Berkshire Offers Shining Example to School Sports Partnerships in Taking Advantage of Olympic Legacy

Despite naysayers declaring the demise of school sport partnerships (SSPs) in anticipation of an imminent cut in central government funding, one of the country's less celebrated sporting centres has seen the partnerships go from strength to strength.

Despite naysayers declaring the demise of school sport partnerships (SSPs) in anticipation of an imminent cut in central government funding, one of the country's less celebrated sporting centres has seen the partnerships go from strength to strength.

Across Berkshire, a county renowned more for its commerce and Windsor Castle, the area's eight partnerships have carried on or been reborn under a different guise since education secretary Michael Gove announced in December 2010 his intention to withdraw their £162m funding.

While Grove relented amid huge public outcry, the comparatively small £112m pot he found to maintain SSPs ceases in July. The impact nationally has been catastrophic, the Youth Sport Trust claiming half the partnerships have perished in the wake of this reduced revenue stream.

Yet Berkshire has resoundingly bucked the trend through a combination of commercial savvy and bona fide belief in the power of sport for school children, typified by the Sky Sports Living for Sport award recently bestowed on Wexham School, a specialist sports college in Slough.

Wexham School is the bedrock of the Slough School Sport Network, born in September 2011 after funding for the Slough and Wexham School Sport Partnership was cut. Besides lamenting the looming cut in teacher release funding, which allows a specialist secondary school PE teacher to spend time in primary schools one day per week, the network's manager Laura Brookstein has actually found upsides to less central government bureaucracy.

"It's allowed us to meet the needs of our schools. Where we might have had programmes that were given to us to deliver, they didn't always meet the needs of Slough's young people. Now we very much work towards what headteachers want for their young people," she said

"There was always going to be the negative feeling when they cut the partnership funding but it has allowed some flexibility to meet the needs of our local schools."

Someone a little less enamoured with government policy is Emma Fitzgerald, the partnership development manager at nearby Ascot & Maidenhead School Sport Partnership (AMSSP), who describes the initial decision to axe SSP funding as a "bolt from the blue". As recompense, Gove recently announced a £150m joint venture between the Department of Health and the Department for Education for sport in primary schools, the first flagship announcement of substance post-Olympics by a government that spent all summer insistent upon inspiring a generation.

Fitzgerald said: "It's been extremely challenging since the funding was cut as we've had to move into a more commercial service, and the latest announcement has been a long time coming.
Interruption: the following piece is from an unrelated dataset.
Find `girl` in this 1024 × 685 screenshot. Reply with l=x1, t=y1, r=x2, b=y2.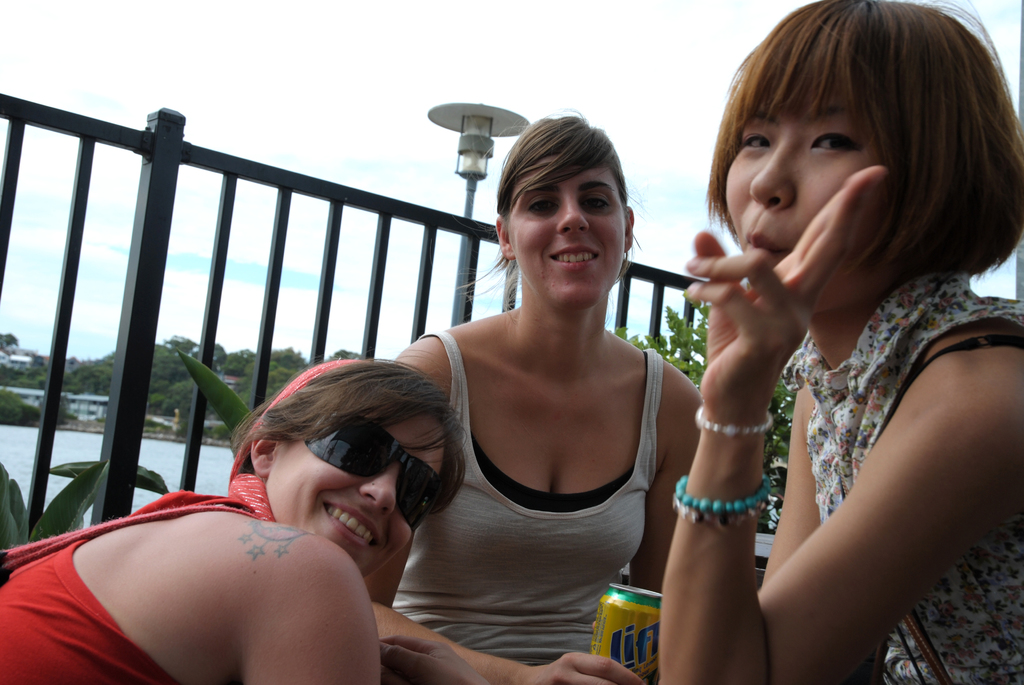
l=0, t=357, r=465, b=684.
For whatever reasons there's been a delay, and I can't help feeling they missed the boat in building off the back of the legacy, but this is big money."

Exchequer funding to SSPs is an option by no means out of the race: £22m has been pledged by the Department of Health and Sport England to fund 450 school games organisers - who help deliver national competition the School Games - until 2015, while SSPs can collaborate with County Sport Partnerships in delivering well-backed schemes such as Sport England's Sportivate, a £32m lottery programme that delivers courses in a range of sports to those aged 14-25, and the £7.5m Club Link Makers initiative, where clubs can create satellite facilities at particularly well-equipped schools.
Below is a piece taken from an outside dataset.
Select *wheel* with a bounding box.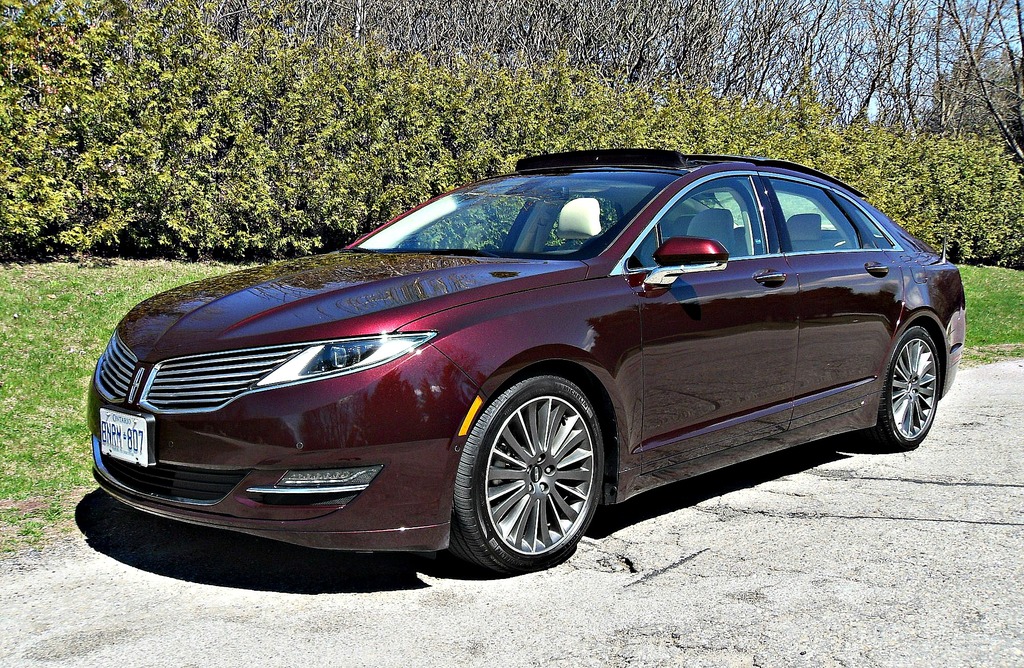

Yet moving beyond solely government backing is imperative. AMSSP now runs as a buy-in service where the partnership's 37 schools pay a fee to be included, which 100% of schools once in the partnership for free chose to do, while its recent Primary Dance Festival for 700 children had half its running costs paid for by a local surveying firm.

"The biggest thing is our ability to hunt down and seek out external funding," said Fitzgerald.

"That's what we're so good at here in Berkshire. It might not be large amounts, but it all adds up. We have got some extremely good contacts, and it's all about pressuring and convincing them to support us."

Brookstein also insisted she had received "terrific support" from businesses and local sports clubs, but said that teachers' efforts were also extremely important.

"The headteachers in Slough value physical literacy. I think it's very different in every area, but I don't think it's a coincidence that across Berkshire we have eight school sport partnerships who are still here. It comes down to the team you have on the ground, the headteachers and the PE teachers. Fortunately, the ones here are very passionate about sport."